I’m currently watching a buck that at first glance seemed to be exhibiting one of those steady summer patterns we all hear about. The nice 10-point pictured here has been hanging around one of my farms, and a couple of hunting buddies and I had repeatedly spotted him moving toward or feeding in this particular soybean field. After a week of almost nightly appearances in the beans, though, the buck disappeared.

A couple of days later, one of my buddies spotted him after dark walking the edge of a woodline about 300 yards away. Then two nights ago, I was glassing a different beanfield on the same farm and spotted the 10-point feeding with another buck. That sighting was close to a half-mile from our original group of encounters.

So here’s the thing. It would be very easy to register that first week of almost nightly sightings in a small area and say that the deer was on a steady summer “pattern,” or to call him highly “patternable.” But if it where the early-bow season, and I’d set up on that buck the 8th night and he didn’t show, I’d have probably thought I spooked him from the normal routine. When in fact he was not boogered at all; he’d just set up shop in a different part of his range where he felt equally comfortable.

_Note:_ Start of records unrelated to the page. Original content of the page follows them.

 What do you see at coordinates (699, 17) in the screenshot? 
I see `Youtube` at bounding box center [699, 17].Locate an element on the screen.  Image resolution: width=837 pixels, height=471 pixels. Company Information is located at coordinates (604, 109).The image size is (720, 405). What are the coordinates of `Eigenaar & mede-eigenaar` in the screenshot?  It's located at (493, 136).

Big Buck, 10-Pointer, Summer Pattern, Deer Hunting, Scott Bestul

I was talking about this with veteran Wisconsin guide Tom Indrebo (bluffcountryoutfitters.com) the other day, and here was his take on the topic. “I’ve seen where a mature buck is very faithful to a small bedding area, but he just didn’t visit the same food source every evening. So one day he’d get up and head to a beanfield, the next night a nearby cornfield, and then maybe he’d hit a hay field two or three evenings in a row. Whether he’d visit those food sources because of the wind direction, because he knew there were other deer there, or whether he was just hungry for something different, I don’t know. So I guess there’s a general pattern, but that doesn’t mean he’s doing exactly the same thing every evening. This is pretty common.”

I think QDMA biologist/forester Matt Ross was explaining this same phenomenon when we were chatting awhile back. “Whitetails are not really browsers or grazers,” he said. “Instead, they’re concentrate selectors, which means they focus heavily on whatever food is in season or meeting their needs at a given time.”

This description matches my experience with deer in my neighborhood—animals that have an wide array of food to choose from, especially during summer. In areas where multiple crops are on the ground for much of the year, I think deer tend to switch frequently from one forage species to another, just because they can.

Many hunters are quick to blame themselves when a buck doesn’t do something they expect. But most of the time, you probably didn’t spook the buck. He’s just making little shifts within his range, not running on a train track. So, yes, when you see a buck doing the same thing a few days in a row, it is a sort of pattern. But it’s important to understand that it probably won’t last long, even in the early season. So you’d better act fast.